In the aforementioned opinion, Justice Bishop had said:
“Three years ago, a question similar to the one raised now and also requiring an examination of circumstantial evidence, was considered by the Court (Massiah C. Fung-a-Fatt and Vieira JJA) in The State v Alvin Mitchell (1984) 39 WIR 185, by virtue of Section 32A of the Court of Appeal Act.”
Continuing his judgment, Justice Bishop said: “The response given then is appropriate in the instant discussion, and it is to be regretted that the wise words of Chancellor Massiah, who gave the leading judgment of the court, were not considered at the trial of Cecil Levine to guide the arguments and influence the trial judge’s ruling. As in Mitchell’s case, so here, the ‘no case’ submission of defence counsel, should not have been upheld.”
At Mitchell’s trial, the evidence was that the accused, the driver of a Land-rover, professed (at 3.oo a.m.) to be in a desperate hurry to reach his destination. However, subsequent events established the antithesis of that and demanded of him an explanation to the jury for the death of 30-year-old Nastawantee Persaud, whose semi-nude, dead body was found some hours later in a clump of bushes. The state she was in suggested that the woman had been brutally beaten and raped. The accused was the last person in whose company the woman had been seen alive.

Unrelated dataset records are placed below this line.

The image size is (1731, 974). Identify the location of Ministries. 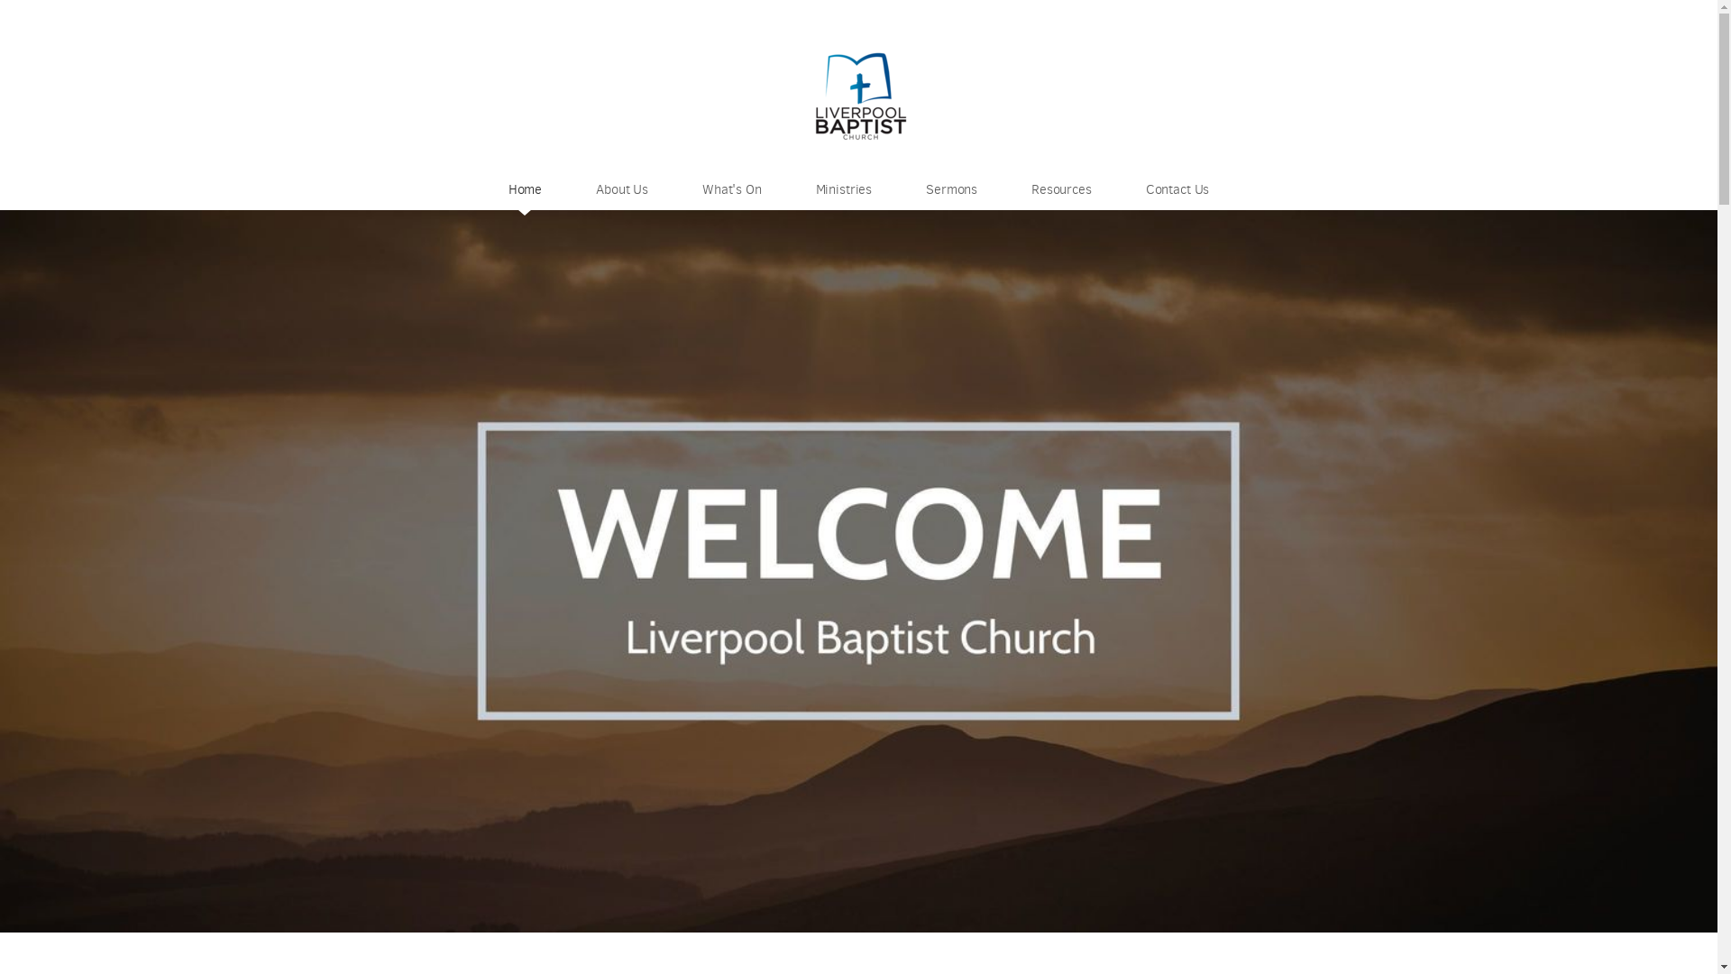
(844, 189).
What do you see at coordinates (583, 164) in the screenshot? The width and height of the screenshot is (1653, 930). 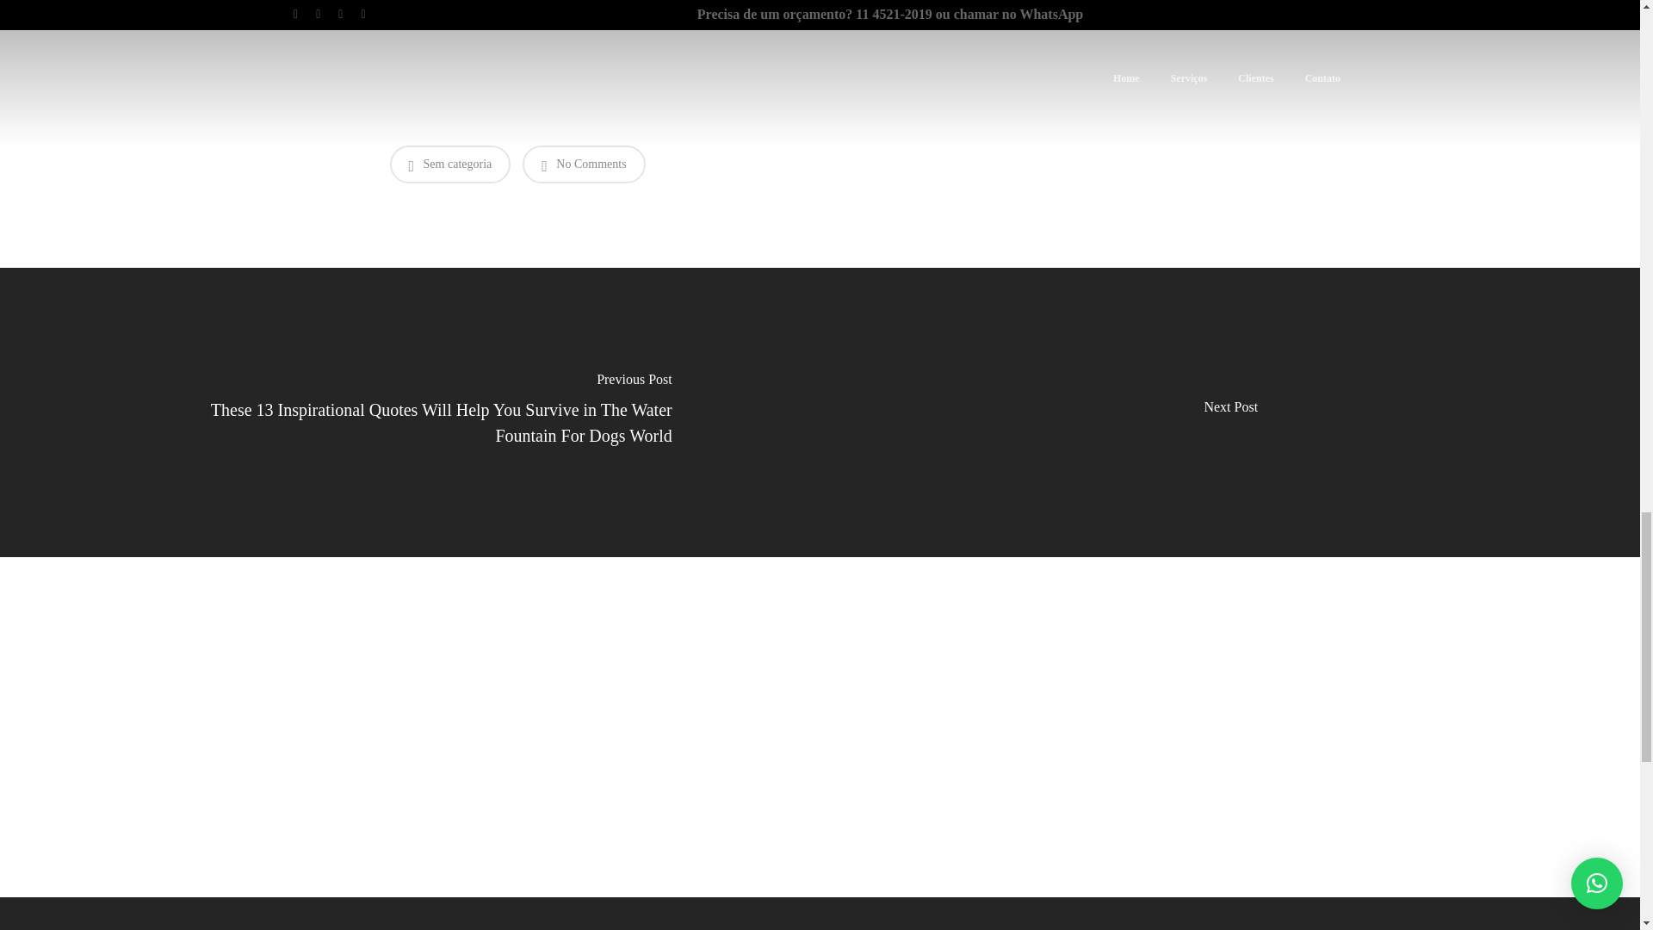 I see `No Comments` at bounding box center [583, 164].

Evidence led revealed that he had promised to get her home earlier than her two female companions, with whom she had been walking. The three women, it transpired, were night-club waitresses and had at first all rejected the accused’s offer of a lift home. Eventually, the deceased reluctantly joined the vehicle in the sincere expectation of swift conveyance to her home .
Her colleagues, on foot, reached home ahead of her for the simple reason that the accused drove in a direction away from her residence, as soon as he had surreptitiously sent the other passenger (a male) on a false errand into another nightclub.

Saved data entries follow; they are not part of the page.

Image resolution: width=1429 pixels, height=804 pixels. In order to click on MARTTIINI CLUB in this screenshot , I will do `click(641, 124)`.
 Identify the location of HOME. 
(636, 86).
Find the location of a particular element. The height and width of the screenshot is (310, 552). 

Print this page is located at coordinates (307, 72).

Forty-five minutes later, the accused returned without the deceased, said nothing about her, but announced to his merry colleagues that they were to drive back forthwith to the village (12 miles away) from which he had earlier taken them that night. That they did. But within a few hours, the accused left camp for Georgetown some 85 miles away, where he was arrested.
After he had been in custody for the better part of three days, Mitchell claimed (for the first time) that the deceased had fallen out of his vehicle and met her death. There was no suggestion at the time that police conduct towards him had been improper.
Significantly, he had not given that account to any of his colleagues, not even to de Florimonte, the person to whom he had spoken when he was setting out for Georgetown, What is more, his colleagues denied his further claim that he had shown them the deceased’s body on the roadway during their return journey to the village.
In spite of such an impressive array of facts, the trial judge held that there was no case for the accused to answer. Our Court of Appeal was appalled at the ruling and saw fit to review a wide range of authorities, starting with R v Hookoomchand and Sagur, and ending with R v Galbraith.
Justice Bishop said that the trial judge ought to have sent the case to the jury where, in his opinion, there is sufficient evidence upon which a reasonable jury, if properly directed, might convict.
But unlike the Mitchell case, he stressed that the trial judge ought, on the other hand, to have withdraw the case if the evidence was so unsatisfactory or unsound (established through Cross-examination or otherwise) that no reasonable jury could convict on it, or if the evidence, even if all was believed, was so weak, tenuous or insufficient, that it cannot yield a lawful conviction.